100 Very Best Restaurants 2013: Rice Paper

Cost:

Newbies should commence their explorations at this modish dining room with polished wood floors and dangling lamps, where the 120-plus-item menu is an encyclopedia of Vietnamese cooking. The menu also rewards the food adventurer with beguiling twists on the familiar (lemongrass short ribs, thrice-baked chicken) and dishes that don’t stint on their commitment to authenticity. The staff is uneven—sometimes attentive, sometimes fumbling.

Don’t miss: Spring rolls; bun thit nuong, a noodle bowl with grilled pork and shrimp; congee (porridge); shaky beef; bánh xèo, a rice-flour crepe with pork, bean sprouts, and shrimp; grilled, stuffed grape leaves; chicken salad with cabbage, gizzards, and liver; snails in coconut sauce; fried tofu with lemongrass.

Open: Daily for lunch and dinner.

Inexpensive.

100 Very Best Restaurants 2013


Ann Limpert
Executive Food Editor/Critic

Ann Limpert joined Washingtonian in late 2003. She was previously an editorial assistant at Entertainment Weekly and a cook in New York restaurant kitchens, and she is a graduate of the Institute of Culinary Education. She lives in Petworth.

Food Editor

Anna Spiegel covers the dining and drinking scene in her native DC. Prior to joining Washingtonian in 2010, she attended the French Culinary Institute and Columbia University’s MFA program in New York, and held various cooking and writing positions in NYC and in St. John, US Virgin Islands.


Goal of the exercise: For the word "vertical", find each line in the entries where it occurs and copy that line.

Figure collection entries
#####

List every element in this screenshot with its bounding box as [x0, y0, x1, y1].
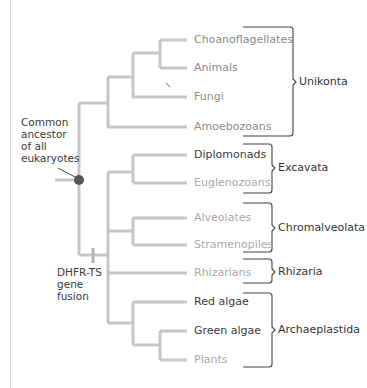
ancestor-pointer-line [58, 168, 77, 178]
group-brackets [243, 27, 296, 367]
taxon-alveolates: Alveolates [194, 211, 251, 224]
taxon-choanoflagellates: Choanoflagellates [194, 33, 293, 46]
taxon-stramenopiles: Stramenopiles [194, 238, 273, 251]
taxon-animals: Animals [194, 61, 238, 74]
gene-fusion-line-1: DHFR-TS [57, 266, 102, 278]
group-excavata: Excavata [278, 161, 328, 174]
common-ancestor-line-1: Common [21, 116, 79, 128]
taxon-diplomonads: Diplomonads [194, 148, 266, 161]
taxon-plants: Plants [194, 353, 227, 366]
taxon-euglenozoans: Euglenozoans [194, 176, 270, 189]
tree-branches [55, 40, 187, 360]
common-ancestor-line-3: of all [21, 140, 79, 152]
common-ancestor-line-4: eukaryotes [21, 152, 79, 164]
amoebozoans-branch [108, 77, 187, 127]
taxon-amoebozoans: Amoebozoans [194, 120, 271, 133]
group-chromalveolata: Chromalveolata [278, 221, 365, 234]
taxon-green-algae: Green algae [194, 324, 261, 337]
common-ancestor-label: Common ancestor of all eukaryotes [21, 116, 79, 164]
gene-fusion-line-2: gene [57, 278, 102, 290]
group-archaeplastida: Archaeplastida [278, 323, 360, 336]
group-unikonta: Unikonta [299, 75, 348, 88]
gene-fusion-label: DHFR-TS gene fusion [57, 266, 102, 302]
common-ancestor-node-icon [74, 175, 84, 185]
gene-fusion-line-3: fusion [57, 290, 102, 302]
taxon-red-algae: Red algae [194, 295, 249, 308]
common-ancestor-line-2: ancestor [21, 128, 79, 140]
taxon-fungi: Fungi [194, 90, 224, 103]
group-rhizaria: Rhizaria [278, 265, 323, 278]
stray-mark [166, 83, 170, 87]
taxon-rhizarians: Rhizarians [194, 266, 251, 279]
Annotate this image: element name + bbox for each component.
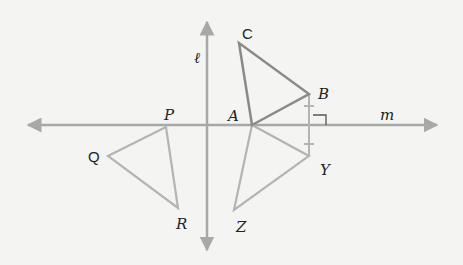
triangle-ABC bbox=[239, 43, 309, 125]
label-Z: Z bbox=[235, 218, 247, 236]
reflection-diagram: ℓ m C B A Y Z P Q R bbox=[0, 0, 463, 265]
label-m: m bbox=[380, 106, 394, 124]
label-Y: Y bbox=[320, 161, 332, 179]
label-A: A bbox=[226, 107, 239, 125]
right-angle-marker bbox=[313, 115, 326, 125]
label-B: B bbox=[317, 85, 329, 103]
label-C: C bbox=[242, 25, 253, 42]
label-Q: Q bbox=[88, 148, 100, 165]
label-l: ℓ bbox=[194, 49, 200, 67]
triangle-PQR bbox=[108, 127, 178, 208]
triangle-AYZ bbox=[234, 125, 309, 210]
label-P: P bbox=[163, 106, 175, 124]
label-R: R bbox=[175, 215, 187, 233]
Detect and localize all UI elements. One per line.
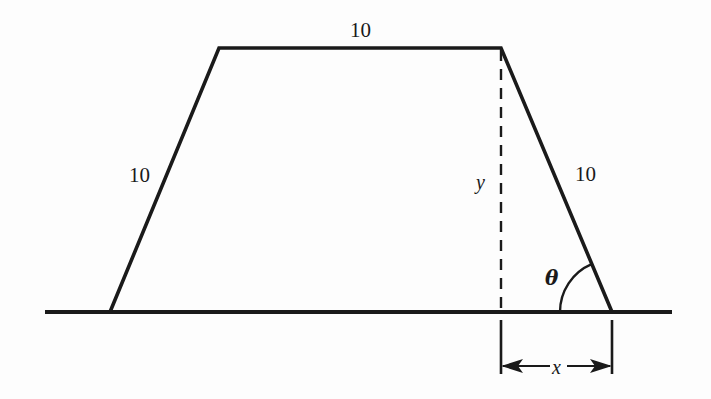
base-angle-variable-label: θ — [545, 268, 558, 288]
top-side-length-label: 10 — [350, 20, 371, 41]
diagram-canvas — [0, 0, 711, 399]
base-offset-variable-label: x — [552, 357, 561, 377]
trapezoid-outline — [110, 48, 612, 312]
height-variable-label: y — [476, 172, 485, 192]
geometry-figure: 10 10 10 y x θ — [0, 0, 711, 399]
base-angle-arc — [560, 264, 592, 312]
right-side-length-label: 10 — [575, 164, 596, 185]
left-side-length-label: 10 — [129, 165, 150, 186]
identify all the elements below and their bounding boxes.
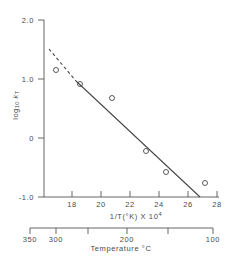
x-tick-label-18: 18 xyxy=(62,200,82,209)
y-tick-label-0: 0 xyxy=(8,134,34,143)
fit-line-solid-segment xyxy=(76,81,200,197)
y-axis-ticks xyxy=(38,20,44,197)
x-tick-label-24: 24 xyxy=(149,200,169,209)
x-tick-label-20: 20 xyxy=(91,200,111,209)
data-point xyxy=(144,149,149,154)
y-tick-label-2.0: 2.0 xyxy=(8,16,34,25)
data-point-markers xyxy=(54,68,208,186)
temp-tick-label-350: 350 xyxy=(20,235,40,244)
y-tick-label--1.0: -1.0 xyxy=(6,193,34,202)
x-tick-label-26: 26 xyxy=(178,200,198,209)
fit-line-dashed-segment xyxy=(49,49,76,81)
temp-tick-label-100: 100 xyxy=(203,235,223,244)
data-point xyxy=(164,170,169,175)
y-axis-label-k-subscript: T xyxy=(14,90,20,94)
data-point xyxy=(78,82,83,87)
temperature-axis-ticks xyxy=(30,228,213,234)
x-tick-label-28: 28 xyxy=(207,200,227,209)
y-axis-label-subscript: 10 xyxy=(14,101,20,108)
x-axis-label: 1/T(°K) X 104 xyxy=(56,211,216,221)
temp-tick-label-200: 200 xyxy=(117,235,137,244)
y-axis-label-log: log xyxy=(11,108,20,120)
data-point xyxy=(54,68,59,73)
arrhenius-plot-figure: 2.0 1.0 0 -1.0 log10 kT 18 20 22 24 26 2… xyxy=(0,0,232,256)
data-point xyxy=(110,96,115,101)
temperature-axis-label: Temperature °C xyxy=(56,244,186,253)
y-axis-label: log10 kT xyxy=(4,82,22,128)
x-tick-label-22: 22 xyxy=(120,200,140,209)
data-point xyxy=(203,181,208,186)
temp-tick-label-300: 300 xyxy=(46,235,66,244)
y-axis-label-k: k xyxy=(11,94,20,98)
x-axis-label-exponent: 4 xyxy=(158,211,162,217)
x-axis-label-main: 1/T(°K) X 10 xyxy=(110,212,159,221)
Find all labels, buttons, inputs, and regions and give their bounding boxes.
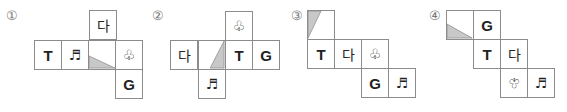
club-icon: ♧: [508, 75, 521, 91]
music-note-icon: ♬: [206, 76, 219, 92]
shaded-triangle-icon: [89, 41, 115, 69]
option-1-label: ①: [6, 8, 18, 23]
net-face-shaded: [88, 40, 116, 70]
net-face-club: ♧: [361, 39, 389, 69]
shaded-triangle-icon: [199, 41, 225, 69]
net-face-music: ♬: [61, 40, 89, 70]
net-face-club: ♧: [500, 68, 528, 98]
net-face-t: T: [307, 39, 335, 69]
net-face-da: 다: [89, 10, 117, 40]
net-face-t: T: [225, 40, 253, 70]
club-icon: ♧: [369, 46, 382, 62]
net-face-t: T: [34, 40, 62, 70]
net-face-club: ♧: [115, 40, 143, 70]
cube-net-options: ① 다 T ♬ ♧ G ② ♧ 다 T G ♬ ③ T: [0, 0, 567, 112]
net-face-t: T: [473, 39, 501, 69]
net-face-club: ♧: [225, 11, 253, 41]
shaded-triangle-icon: [447, 11, 473, 39]
option-3-label: ③: [291, 8, 303, 23]
shaded-triangle-icon: [308, 11, 334, 39]
music-note-icon: ♬: [535, 75, 548, 91]
net-face-g: G: [115, 69, 143, 99]
net-face-da: 다: [170, 40, 198, 70]
net-face-music: ♬: [388, 68, 416, 98]
net-face-shaded: [198, 40, 226, 70]
club-icon: ♧: [123, 47, 136, 63]
club-icon: ♧: [233, 18, 246, 34]
net-face-music: ♬: [198, 69, 226, 99]
net-face-da: 다: [334, 39, 362, 69]
net-face-g: G: [252, 40, 280, 70]
net-face-da: 다: [500, 39, 528, 69]
music-note-icon: ♬: [69, 47, 82, 63]
option-4-label: ④: [429, 8, 441, 23]
net-face-music: ♬: [527, 68, 555, 98]
net-face-shaded: [446, 10, 474, 40]
net-face-g: G: [361, 68, 389, 98]
net-face-g: G: [473, 10, 501, 40]
option-2-label: ②: [152, 8, 164, 23]
music-note-icon: ♬: [396, 75, 409, 91]
net-face-shaded: [307, 10, 335, 40]
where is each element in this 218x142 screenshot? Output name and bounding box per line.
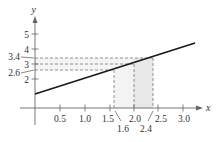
- x-mark-1-6: 1.6: [117, 124, 129, 134]
- svg-text:1.0: 1.0: [79, 114, 91, 124]
- y-mark-2-6: 2.6: [8, 68, 20, 78]
- svg-text:3: 3: [24, 60, 29, 70]
- y-mark-3-4: 3.4: [8, 52, 20, 62]
- x-tick-labels: 0.5 1.0 1.5 2.0 2.5 3.0: [54, 114, 190, 124]
- svg-text:2.5: 2.5: [155, 114, 167, 124]
- x-axis-label: x: [205, 102, 211, 113]
- svg-text:2.0: 2.0: [129, 114, 141, 124]
- shade-vertical-band-right: [134, 58, 153, 108]
- svg-text:4: 4: [24, 45, 29, 55]
- shade-vertical-band-left: [114, 62, 134, 108]
- svg-text:2: 2: [24, 75, 29, 85]
- svg-text:1.5: 1.5: [102, 114, 114, 124]
- y-axis-arrow-icon: [33, 16, 38, 23]
- x-axis-arrow-icon: [196, 106, 203, 111]
- svg-text:0.5: 0.5: [54, 114, 66, 124]
- x-mark-2-4: 2.4: [140, 124, 152, 134]
- svg-text:5: 5: [24, 30, 29, 40]
- line-chart: x y 0.5 1.0 1.5 2.0 2.5 3.0 1.6 2.4 5 4: [0, 0, 218, 142]
- svg-text:3.0: 3.0: [178, 114, 190, 124]
- y-axis-label: y: [31, 4, 37, 15]
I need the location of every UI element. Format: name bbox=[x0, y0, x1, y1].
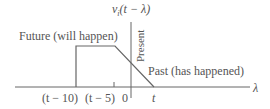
y-axis-label: vi(t − λ) bbox=[112, 3, 150, 18]
x-axis-label: λ bbox=[253, 82, 258, 94]
tick-label-t-minus-5: (t − 5) bbox=[85, 92, 115, 104]
tick-label-zero: 0 bbox=[122, 92, 128, 104]
present-label: Present bbox=[135, 30, 146, 62]
future-label: Future (will happen) bbox=[19, 30, 118, 42]
past-label: Past (has happened) bbox=[148, 65, 244, 77]
tick-label-t: t bbox=[152, 92, 155, 104]
tick-label-t-minus-10: (t − 10) bbox=[42, 92, 78, 104]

#####

Exercise response:
- shade-vertical-band-right: [134, 58, 153, 108]
- shade-vertical-band-left: [114, 62, 134, 108]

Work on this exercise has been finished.